Landry Comes Out Swinging In 2012 Congressional Bid

Voters in the 7th Congressional District may not know U.S. Rep. Jeff Landry now, but he made it clear Friday he plans to be a force to be reckoned with during next year’s national elections.

Landry, R-New Iberia, was one of three congressmen who spoke at the Chamber/Southwest Louisiana’s Legis-Gator Luncheon. It’s an annual affair where the chamber hears from national and state legislators and recognizes those who have been friendly to business interests.

U.S. Rep. Charles Boustany, R-Lafayette, represents the 7th District now, but it will disappear because the state lost a congressional seat. The coastal area that runs from the Texas line through Calcasieu and Cameron parishes and eastward past Lafayette will be in the newly drawn 3rd Congressional District.

Landry is a freshman congressman who saw his district split three ways during the Legislature’s redistricting session earlier this year. However, he is expected to challenge Boustany next year since his residence is in the 3rd District.

The nearly 800 people at the luncheon got an early preview of what promises to be Landry’s campaign themes. He said seniority — which Boustany enjoys — is no big deal. And he attacked the recent debt ceiling compromise that Boustany supported and Landry opposed.

Tea party favorite

Landry is a darling of the tea party crowd and it thinks the compromise was a sellout. Shortly after the 269-161 House vote to approve the deal, Landry said it failed to include long-term solutions to reckless congressional spending. It passed the Senate 74-26.

“I’m sure by Washington standards, today’s deal is a great accomplishment, but by American standards, it comes up short,” Landry said. He told those at the luncheon the compromise simply “kicked the can down the road.”

Landry appears to have picked up a couple of high-powered allies — Gov. Bobby Jindal and U.S. Sen.
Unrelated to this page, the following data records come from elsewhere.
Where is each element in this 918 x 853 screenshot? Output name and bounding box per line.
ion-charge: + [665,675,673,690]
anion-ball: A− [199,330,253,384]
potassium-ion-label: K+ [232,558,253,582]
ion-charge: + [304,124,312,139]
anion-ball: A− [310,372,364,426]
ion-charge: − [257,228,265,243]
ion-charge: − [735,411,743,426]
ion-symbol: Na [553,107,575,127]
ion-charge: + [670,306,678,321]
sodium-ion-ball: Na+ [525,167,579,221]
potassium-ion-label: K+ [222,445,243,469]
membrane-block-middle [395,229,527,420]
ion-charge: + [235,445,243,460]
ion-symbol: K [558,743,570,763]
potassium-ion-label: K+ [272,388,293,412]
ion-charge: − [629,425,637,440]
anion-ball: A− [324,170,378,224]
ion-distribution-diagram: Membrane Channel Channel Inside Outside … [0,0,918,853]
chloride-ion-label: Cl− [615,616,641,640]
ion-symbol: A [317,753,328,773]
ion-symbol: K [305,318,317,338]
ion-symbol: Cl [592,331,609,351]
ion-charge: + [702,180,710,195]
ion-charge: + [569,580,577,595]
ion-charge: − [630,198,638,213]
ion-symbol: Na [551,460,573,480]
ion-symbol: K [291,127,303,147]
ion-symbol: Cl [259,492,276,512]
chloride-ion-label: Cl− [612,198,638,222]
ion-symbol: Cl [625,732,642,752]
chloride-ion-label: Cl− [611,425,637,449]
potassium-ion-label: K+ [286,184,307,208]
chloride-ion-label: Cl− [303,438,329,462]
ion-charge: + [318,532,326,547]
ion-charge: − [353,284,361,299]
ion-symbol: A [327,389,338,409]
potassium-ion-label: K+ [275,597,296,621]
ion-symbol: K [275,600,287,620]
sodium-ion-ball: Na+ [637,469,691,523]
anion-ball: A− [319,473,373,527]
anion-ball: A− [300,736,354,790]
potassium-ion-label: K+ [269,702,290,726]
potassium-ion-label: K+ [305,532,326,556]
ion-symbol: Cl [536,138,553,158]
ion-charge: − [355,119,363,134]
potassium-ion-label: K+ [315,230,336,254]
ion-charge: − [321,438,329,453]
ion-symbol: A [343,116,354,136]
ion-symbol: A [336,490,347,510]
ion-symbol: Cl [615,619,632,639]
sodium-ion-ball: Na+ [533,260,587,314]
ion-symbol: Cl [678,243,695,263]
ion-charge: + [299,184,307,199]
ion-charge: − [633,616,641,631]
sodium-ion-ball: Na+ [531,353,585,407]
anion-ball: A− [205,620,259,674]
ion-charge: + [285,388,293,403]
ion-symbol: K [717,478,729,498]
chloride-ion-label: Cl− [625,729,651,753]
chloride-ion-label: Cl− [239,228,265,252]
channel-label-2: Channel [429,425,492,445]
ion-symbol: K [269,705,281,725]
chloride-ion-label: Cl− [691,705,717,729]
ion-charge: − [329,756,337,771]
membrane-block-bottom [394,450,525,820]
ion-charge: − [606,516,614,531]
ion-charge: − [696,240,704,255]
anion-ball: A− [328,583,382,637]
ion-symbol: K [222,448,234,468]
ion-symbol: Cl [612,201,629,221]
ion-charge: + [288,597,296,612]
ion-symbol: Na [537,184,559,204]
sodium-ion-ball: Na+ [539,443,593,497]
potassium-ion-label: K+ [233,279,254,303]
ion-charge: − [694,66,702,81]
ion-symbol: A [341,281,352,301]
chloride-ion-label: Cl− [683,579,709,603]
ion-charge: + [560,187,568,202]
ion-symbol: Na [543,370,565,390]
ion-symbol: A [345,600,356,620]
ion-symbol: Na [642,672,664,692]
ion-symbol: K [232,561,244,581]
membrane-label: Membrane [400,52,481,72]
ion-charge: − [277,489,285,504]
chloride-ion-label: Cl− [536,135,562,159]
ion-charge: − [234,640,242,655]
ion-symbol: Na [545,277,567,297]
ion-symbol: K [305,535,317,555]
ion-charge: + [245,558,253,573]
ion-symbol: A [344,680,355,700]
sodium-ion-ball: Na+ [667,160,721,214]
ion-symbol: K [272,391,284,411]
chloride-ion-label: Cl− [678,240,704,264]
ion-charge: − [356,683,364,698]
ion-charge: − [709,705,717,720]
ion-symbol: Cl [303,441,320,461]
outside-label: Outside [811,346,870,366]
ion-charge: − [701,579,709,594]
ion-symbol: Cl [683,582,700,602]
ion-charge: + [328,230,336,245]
David Vitter, R-Metairie.

Jindal may deny any political connection, but he doesn’t like compromises any better than Landry.
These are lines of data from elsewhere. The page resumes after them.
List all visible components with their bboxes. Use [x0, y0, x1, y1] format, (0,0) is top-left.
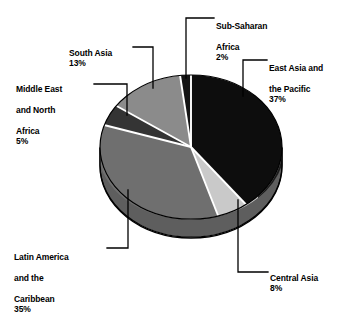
label-south-asia-line1: South Asia [69, 48, 112, 58]
value-latin-america: 35% [14, 304, 109, 315]
value-south-asia: 13% [69, 58, 135, 69]
label-middle-east-line1: Middle East [16, 84, 62, 94]
label-sub-saharan-africa-line1: Sub-Saharan [216, 21, 267, 31]
label-middle-east-line3: Africa [16, 126, 40, 136]
label-middle-east: Middle East and North Africa 5% [16, 73, 96, 157]
label-east-asia-pacific-line2: the Pacific [269, 84, 310, 94]
label-latin-america-line2: and the [14, 273, 44, 283]
leader-sub-saharan-africa [186, 18, 214, 78]
label-central-asia: Central Asia 8% [270, 262, 342, 304]
label-east-asia-pacific-line1: East Asia and [269, 63, 323, 73]
label-east-asia-pacific: East Asia and the Pacific 37% [269, 52, 343, 115]
label-central-asia-line1: Central Asia [270, 273, 318, 283]
label-latin-america-line1: Latin America [14, 252, 69, 262]
label-latin-america: Latin America and the Caribbean 35% [14, 241, 109, 316]
label-sub-saharan-africa-line2: Africa [216, 42, 240, 52]
label-south-asia: South Asia 13% [69, 37, 135, 79]
value-central-asia: 8% [270, 283, 342, 294]
value-east-asia-pacific: 37% [269, 94, 343, 105]
value-middle-east: 5% [16, 136, 96, 147]
label-middle-east-line2: and North [16, 105, 55, 115]
label-latin-america-line3: Caribbean [14, 294, 55, 304]
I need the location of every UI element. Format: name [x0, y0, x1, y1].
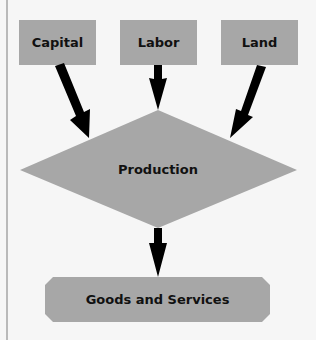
- production-diagram: Capital Labor Land Production Goods and …: [0, 0, 316, 340]
- output-box-goods-and-services: Goods and Services: [45, 277, 270, 322]
- arrow-land-to-production: [230, 65, 266, 138]
- input-label-capital: Capital: [32, 35, 84, 50]
- arrow-labor-to-production: [149, 65, 167, 110]
- input-label-land: Land: [242, 35, 278, 50]
- input-box-capital: Capital: [19, 20, 96, 65]
- process-diamond-production: Production: [20, 110, 297, 228]
- input-label-labor: Labor: [138, 35, 180, 50]
- arrow-capital-to-production: [55, 63, 90, 138]
- input-box-land: Land: [221, 20, 298, 65]
- input-box-labor: Labor: [120, 20, 197, 65]
- arrow-production-to-output: [149, 228, 167, 277]
- output-label-goods-and-services: Goods and Services: [86, 292, 230, 307]
- process-label-production: Production: [118, 162, 198, 177]
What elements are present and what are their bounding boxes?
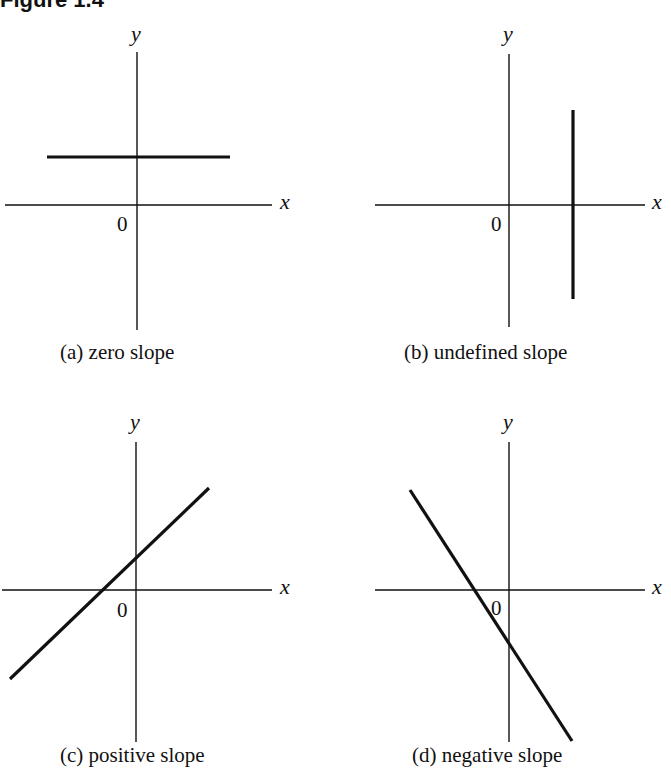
panel-a-origin-label: 0 — [117, 214, 128, 235]
panel-a-zero-slope — [5, 52, 272, 330]
panel-b-undefined-slope — [375, 54, 645, 327]
panel-c-positive-line — [10, 488, 209, 679]
panel-c-y-label: y — [130, 411, 140, 433]
panel-a-x-label: x — [280, 191, 290, 213]
panel-c-x-label: x — [280, 576, 290, 598]
panel-d-origin-label: 0 — [491, 598, 502, 619]
panel-d-y-label: y — [503, 411, 513, 433]
panel-b-x-label: x — [652, 191, 662, 213]
panel-d-x-label: x — [652, 576, 662, 598]
slope-diagrams — [0, 0, 671, 778]
panel-d-caption: (d) negative slope — [412, 745, 562, 766]
panel-d-negative-slope — [375, 442, 645, 742]
panel-b-y-label: y — [503, 23, 513, 45]
panel-c-caption: (c) positive slope — [60, 745, 205, 766]
panel-b-caption: (b) undefined slope — [404, 342, 567, 363]
panel-a-y-label: y — [131, 23, 141, 45]
panel-c-origin-label: 0 — [117, 600, 128, 621]
panel-c-positive-slope — [2, 442, 272, 742]
panel-a-caption: (a) zero slope — [60, 342, 174, 363]
panel-b-origin-label: 0 — [491, 214, 502, 235]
“If you want to be popular with the editorial boards, nothing will make you as popular with the intelligentsia in America as ‘compromise’,” Jindal told the Republican National Committee earlier this month. “I have found in government that it pays to be stubborn. It pays to stick to your guns.”

Vitter also opposed the debt ceiling compromise, and he and Landry are teaming up to talk about it during a couple of public forums, one of them Wednesday in Lake Charles. A spokesman for the senator told political writer John Maginnis people shouldn’t read too much into the fact Vitter and Landry will be conducting public forums on the compromise.

Maybe not, but Landry, Jindal and Vitter are all singing the same tune.

Ultra-conservatives consider compromise a dirty word, but it’s the only way things get done in Washington and anywhere else. And compromising doesn’t mean you have to sell out your political principles. We learned that from the men who wrote our U.S. Constitution.

The compromise does include a balanced-budget amendment pushed by the tea party and favored by many Americans, but Landry insists it’s a toothless tiger.

Boustany said he knows the compromise doesn’t settle long-term problems, but calls it a start. The nation’s financial solvency depended on getting the debt ceiling issue resolved, he said.

Perhaps one of the best signs the debt compromise wasn’t such a bad deal after all was the fact U.S. Rep. Nancy Pelosi, the House Democratic minority leader, and Senate Majority Leader Harry Reid, D-Nev., weren’t crazy about it.

Like Landry, Boustany also favors a balanced budget. However, he said he knows to get there will take workable solutions.

One of the best ways to get the country’s debt under control is to reform the tax code, Boustany told the American Press editorial board earlier Friday. He wants to broaden the base, eliminate loopholes and lower rates.

Landry said he wants to see Congress cut spending, simplify and decrease tax rates and reform entitlement programs like Social Security, Medicare and Medicaid.

It’s easy for Landry to say reform those three programs, but doing it is virtually impossible. The mere mention of tampering with any of them brings immediate howls from those who receive the benefits.

It’s campaign issue

U.S. Rep. Paul Ryan, R-Wisconsin, offered a budget plan designed to make changes in Medicare, but Democrats jumped on that idea with both feet. And party leaders said they will make it a major campaign issue against the GOP in next year’s elections.

I can hear the Democrats saying, “The Republicans are messing around with your Medicare.”

If Americans don’t want to make changes in the three programs that account for a big chunk of government spending, how can you achieve a balanced budget?

That is a question many who favor a balanced budget can’t answer, but they seldom worry about the details. If it sounds good, they just sing it from the rooftops.

You can be sure Landry will do that if he takes on Boustany.

Meanwhile, Boustany isn’t ready to start campaigning.

“Right now, I’m focused on taking care of the problems that are facing our country and district,” he said.

Boustany has done a good job for America, the 7th District and the Lake Charles area since first taking office in 2004. I hope the voters don’t forget that next year when they will be bombarded with campaign rhetoric like we heard here last week.